Before exporting, select the mark and delete it. After exporting, re-upload the file and delete the markup there — unless it was flattened, in which case it's baked into the page and can't be lifted back out.
Annotating on Specific Devices
- Windows / Mac (any browser): The steps above work the same on both — no install required. A mouse is fine for highlighting and notes; a trackpad handles freehand drawing in a pinch.
- iPhone / iPad: Open EditPDFs.app in Safari and mark up by touch. An Apple Pencil makes freehand annotation genuinely comfortable on iPad.
- Android: Use Chrome the same way — upload, annotate by tapping and dragging, then download the marked-up copy to your device.

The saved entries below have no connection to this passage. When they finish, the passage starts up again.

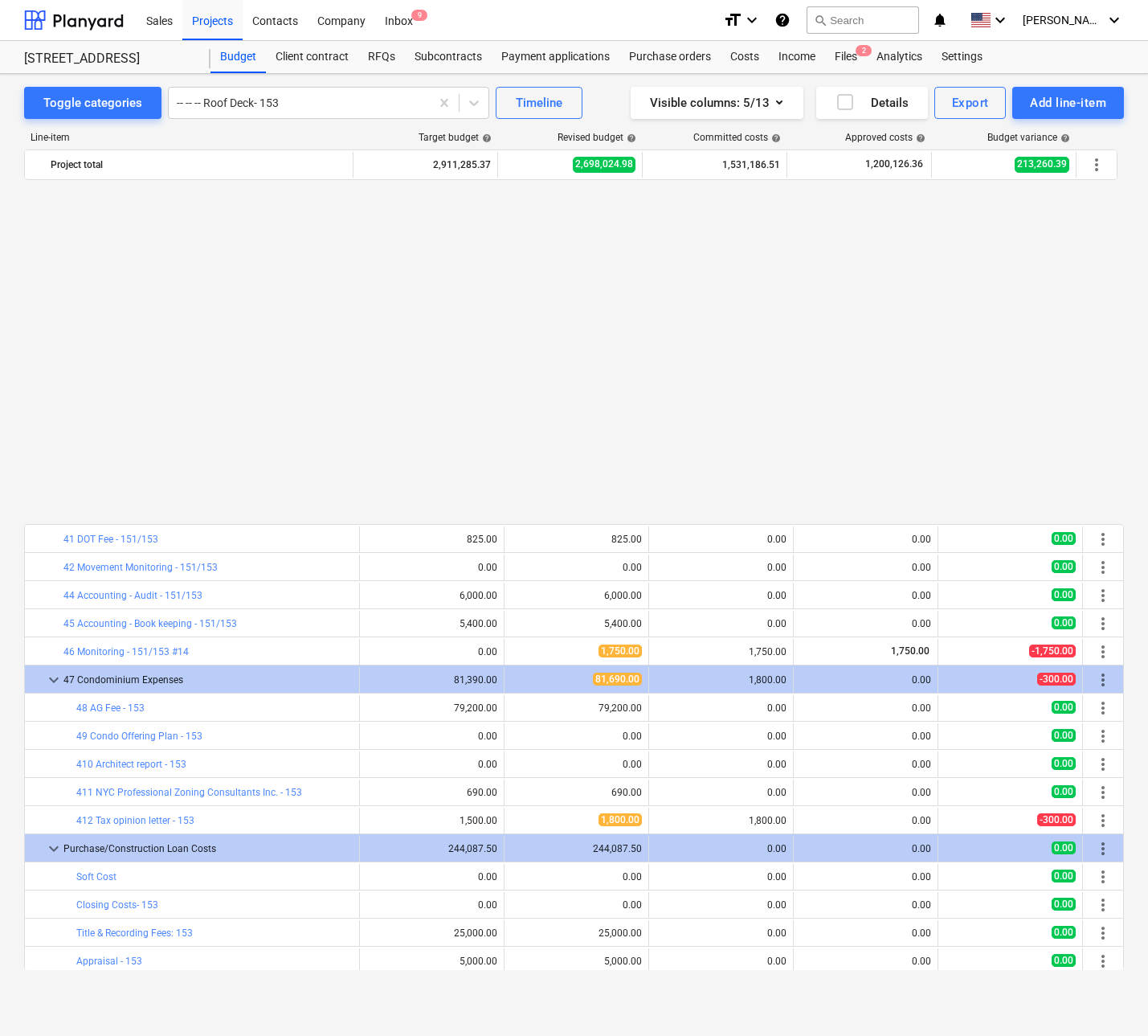 This screenshot has width=1148, height=1036. What do you see at coordinates (604, 164) in the screenshot?
I see `span: 2,698,024.98` at bounding box center [604, 164].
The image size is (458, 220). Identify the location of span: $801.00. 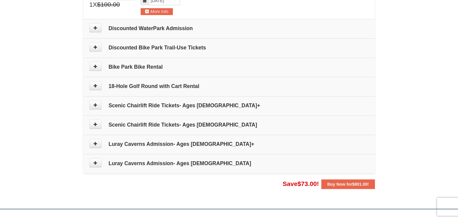
(360, 184).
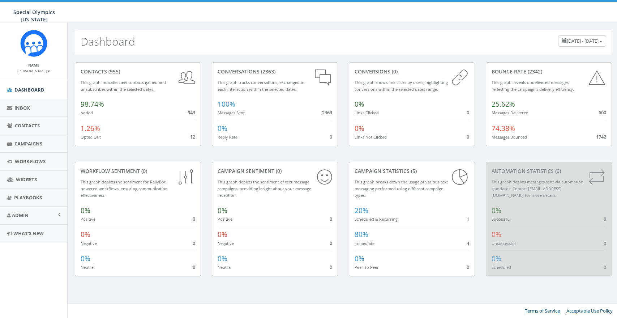 The width and height of the screenshot is (617, 318). I want to click on small: This graph reveals undelivered messages, reflecting the campaign's delivery efficiency., so click(533, 86).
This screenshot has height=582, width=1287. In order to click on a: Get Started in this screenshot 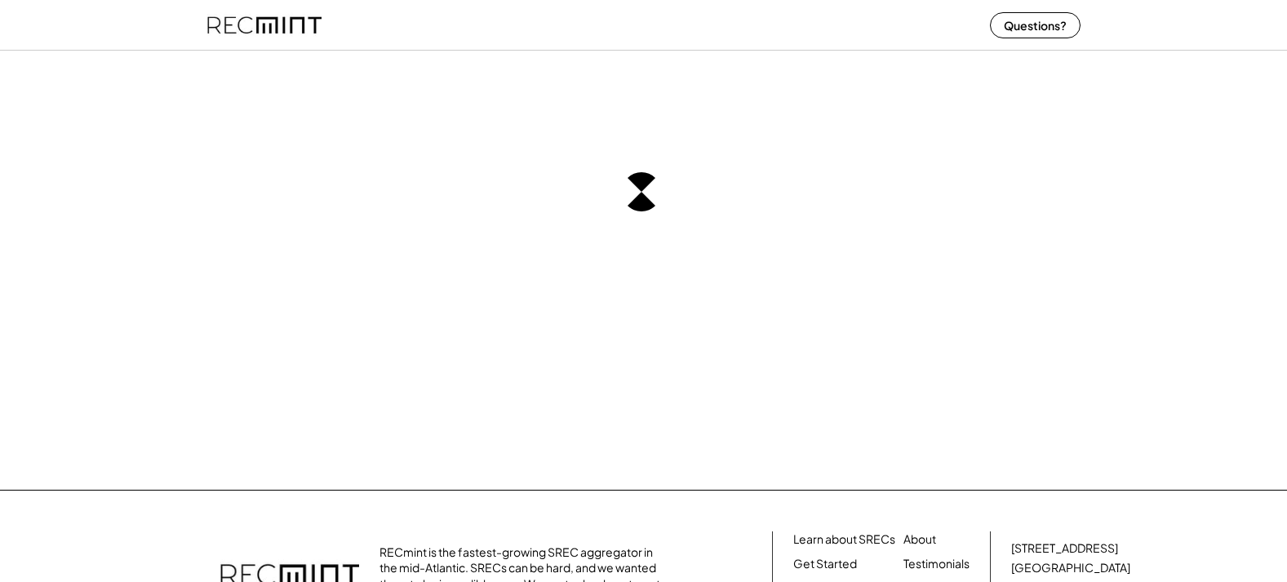, I will do `click(825, 564)`.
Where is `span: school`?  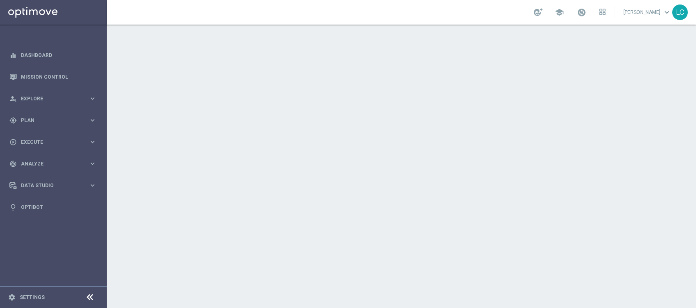
span: school is located at coordinates (559, 12).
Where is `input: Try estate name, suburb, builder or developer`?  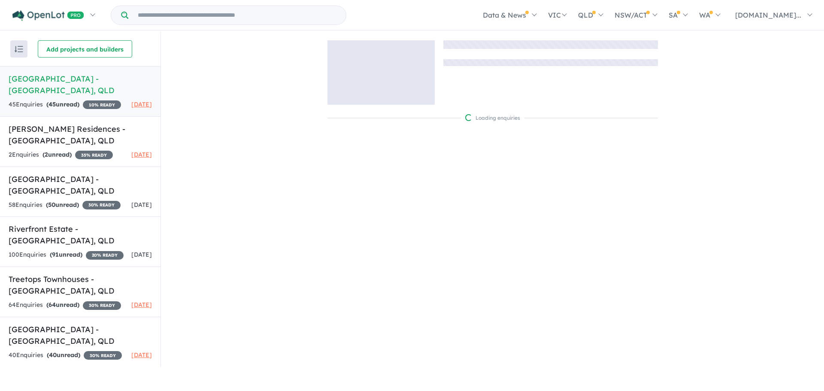 input: Try estate name, suburb, builder or developer is located at coordinates (237, 15).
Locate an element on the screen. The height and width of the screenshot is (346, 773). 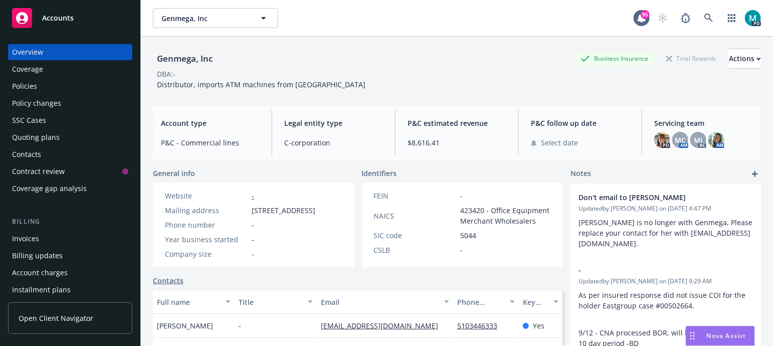
button: Nova Assist is located at coordinates (720, 336).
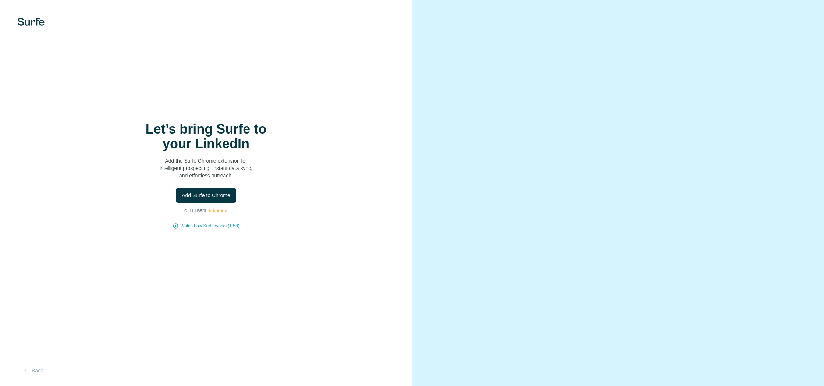 Image resolution: width=824 pixels, height=386 pixels. Describe the element at coordinates (210, 226) in the screenshot. I see `button: Watch how Surfe works (1:58)` at that location.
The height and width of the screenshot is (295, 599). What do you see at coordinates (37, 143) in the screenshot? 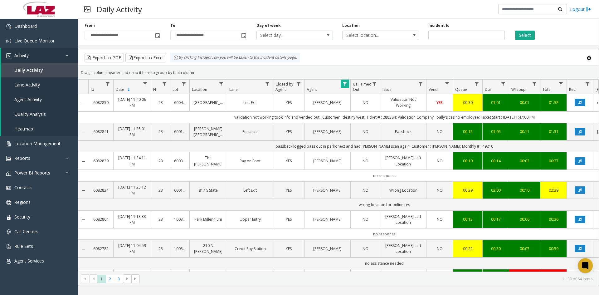
I see `span: Location Management` at bounding box center [37, 143].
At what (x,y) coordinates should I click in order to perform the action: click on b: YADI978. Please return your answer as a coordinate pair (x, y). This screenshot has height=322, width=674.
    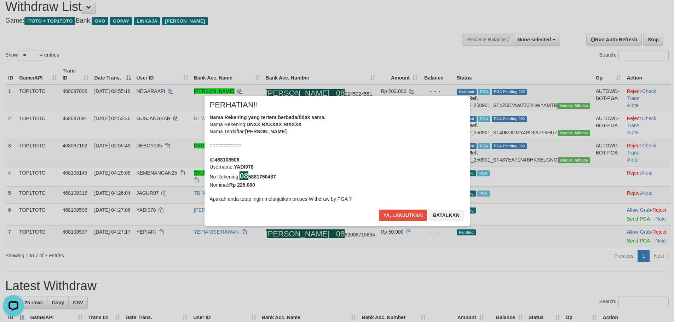
    Looking at the image, I should click on (244, 167).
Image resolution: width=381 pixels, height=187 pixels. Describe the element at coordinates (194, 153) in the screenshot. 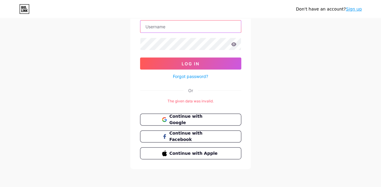

I see `span: Continue with Apple` at that location.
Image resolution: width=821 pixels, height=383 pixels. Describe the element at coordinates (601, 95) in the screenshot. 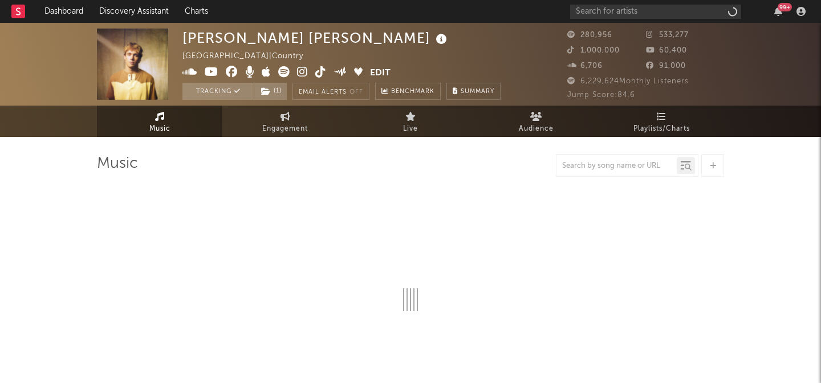

I see `span: Jump Score: 84.6` at that location.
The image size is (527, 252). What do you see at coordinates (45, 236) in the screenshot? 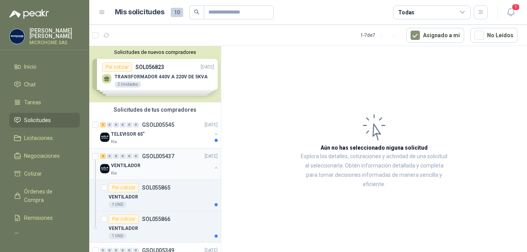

Who Annotates PDFs, and How
- Students & researchers highlight key findings and drop notes in the margin while reading papers, building a marked-up library they can skim later.
- Contract reviewers strike through outdated clauses and attach comments asking for changes — without editing the legal text itself.
- Teams giving feedback use color-coded highlights and sticky notes so several reviewers' comments stay distinguishable on one shared file.
A Note on Privacy
Plenty of annotation sites upload your document to their servers to process it — not ideal when you're marking up a contract or anything confidential. On EditPDFs.app, the whole process runs in your browser, so the file you're annotating never leaves your device.
Frequently Asked Questions
Is annotating a PDF free?
Yes. On EditPDFs.app it's completely free with no signup, no watermark, and no limit on how many files you mark up.
Does annotating change the original document?
No. Annotations sit in a separate layer on top of the page, so the underlying text, images, and layout stay exactly as they were. That's the whole point of annotating instead of editing.
Will the people I share with see my annotations?
Yes. The marks are embedded in the file you download, so anyone who opens it in a standard reader sees them. A few older viewers tuck comments behind a clickable icon rather than showing them inline.
Can I annotate a scanned PDF?
You can add drawings, shapes, and sticky notes on top of a scan right away. To highlight or underline actual words, run OCR first to make the text selectable.
How do I make annotations permanent?
Flatten the PDF after annotating. Flattening merges the markup into the page so it can't be moved or deleted and looks identical in every viewer — handy right before printing or archiving.
Can multiple people annotate the same PDF?
Yes, by passing the file along — each reviewer adds their marks and re-shares. Using a different highlight color per person keeps everyone's comments easy to tell apart.
Are my files uploaded to a server?
Not on EditPDFs.app. All annotating happens locally in your browser, so the document never leaves your device — which matters when the thing you're marking up is sensitive.